Milky Way in hydrogen glory

One of the losers in STFC's cuts is the Issac Newton Group of Telescopes on La Palma which, I think, are now having their planned closure accelerated (perhaps someone who knows better can confirm that). Given these events, yesterday saw the release of the first part of a huge survey of the Milky Way by the Wide-Field Camera on the 2.5 m Issac Newton Telescope (INT). The section of the survey chosen for the press release shows a central part of the Rosette Nebula (NGC 2244) and is pretty stunning.

Rosette Nebula
Centre of the Rosette Nebula, as imaged in Hydrogen alpha emission in the IPHAS survey. CREDIT: Nick Wright, University College London/IPHAS
The image above (click on it for the full 5388x3777 pixel glory!) was created using two broad-band filters and a special filter that selects the particular red colour of light emitted by hydrogen atoms - H-alpha (656.3 nm). The image covers an area a little smaller than that covered by the Moon in the sky although given its distance that probably makes this image about 20-40 light years or so across (various sizes for the nebula are given so this is a rough estimate by me).

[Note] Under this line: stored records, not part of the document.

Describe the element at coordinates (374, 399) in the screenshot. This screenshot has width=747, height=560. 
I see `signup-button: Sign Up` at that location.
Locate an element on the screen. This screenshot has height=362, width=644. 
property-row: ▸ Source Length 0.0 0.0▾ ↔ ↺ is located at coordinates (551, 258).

The data release yesterday is of the northern plane of the Milky Way galaxy and covers around 1600 square degrees. Once the rest of the survey is released that should go up to about 4000 square degrees! Another exciting thing about this data is that it has been integrated into the Virtual Observatory - an international effort by astronomers to provide easy access to many huge astronomical surveys and databases.

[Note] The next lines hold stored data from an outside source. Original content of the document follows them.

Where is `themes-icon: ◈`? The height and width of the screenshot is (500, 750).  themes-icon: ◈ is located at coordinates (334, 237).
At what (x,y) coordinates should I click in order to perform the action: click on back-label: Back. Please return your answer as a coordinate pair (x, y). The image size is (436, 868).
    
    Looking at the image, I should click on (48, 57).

You can use the IPHAS survey's swishy flash-based interface to search by object name (e.g enter something like "Eagle Nebula") or by position on the sky. The 'Postage Stamp' option gives a nice interface to the images and is clearly inspired by the album art display in iTunes! The only problem I had was after having tried searching for NGC 7027, then searching for the Eagle Nebula only to find NGC 7027 popping up; it may be geeky of me to say but I recognised it from the r filter image so knew it wasn't the Eagle Nebula. Despite these minor quirks, it looks like a pretty nice front-end to a vast optical survey of our galaxy.

Posted in astro blog by Stuart on Thursday 13th Dec 2007 (23:38 GMT) | 3 Comments | Permalink

Comments: Milky Way in hydrogen glory

Dear Stuart and members/readers of Astroblog,

This is a Press Release, as well as a comment on this story.

I must say that I am very impressed by the graphical image of the Rosette Nebula. I wish I had had access to such an image three months ago. One thing that was not discussed in this story was the possible origins of a structure as beautiful as nebulae. Perhaps I can be of assistance in that matter.

Judging from your very informative and science-driven website you are individual that I need to contact You and individuals with whom you are in contact are people who will be able to understand, critique, and hopefully find a fundamental fault with the new model that I have just developed and published. The model is the result of the repercussions sprouting from one theoretical question: What if matter and antimatter gravitationally repel? Using formal deductive principles, from that one introduced axiom comes prediction and explanation for almost all of the unexplainable "anomalous" phenomena of the observable Universe, including nebulae formation, the driver of the solar wind, supermassive central galactic black-holes (with an explanation for why these giants stopped growing when they did), the uniform mass distribution, identification of the nature of "dark matter," and much more.

Sound too good to be true? Maybe it is. The most ominous of all of this new modelâ™s implications is that mini black-holes are expected to be stable. This is of acute concern because there is currently a world-wide race between laboratories (LHC, Brookhaven, and others) to be the first to "successfully" create, document, and study synthetic black-hole material. Their success could therefore mean our doom.

Please check out this new model (you'd probably want the hardcover because it contains twice the analysis of the kindle-book version). Its title is âœThe Dominiumâ and author is Hasanuddin, and it is currently available through online bookstores (at least that is true from the USA, the UK might be a day or two behind because this is truly breaking news and the point of publication is the USA). I hope that you might be able to find a fault with either the scientific foundations used or the logical progression employed. If you can find such a fault, then there is not reason for concern with current activities under way in Switzerland. If, however, you can find no such fault... please help get the word out. Time is limited

Sincerely,

Hasanuddin

Posted by Hasanuddin on Friday 14th Dec 2007 (15:55 UTC)

Just to be briefly selfish, I should point out that the swishy interface is not just vaguely "integrated with the VO" but actually constructed by the UK AstroGrid project (PI yours truly; all the hard work done by Eduardo Gonzalez in Cambridge). This is of course one of the things in the STFC Delivery Plan, which while not actually ceasing, is marked for review as to whether we can continue investing....

Posted by Andy Lawrence on Friday 14th Dec 2007 (21:37 UTC)

Hasanuddin, I tend to think that if you were serious about your idea you would have written it as a scientific paper and submitted it to a real peer review process rather than sell it for 28.50 dollars on Amazon.

Please make sure that you've read Cosmic Variance's Alternative Science Checklist.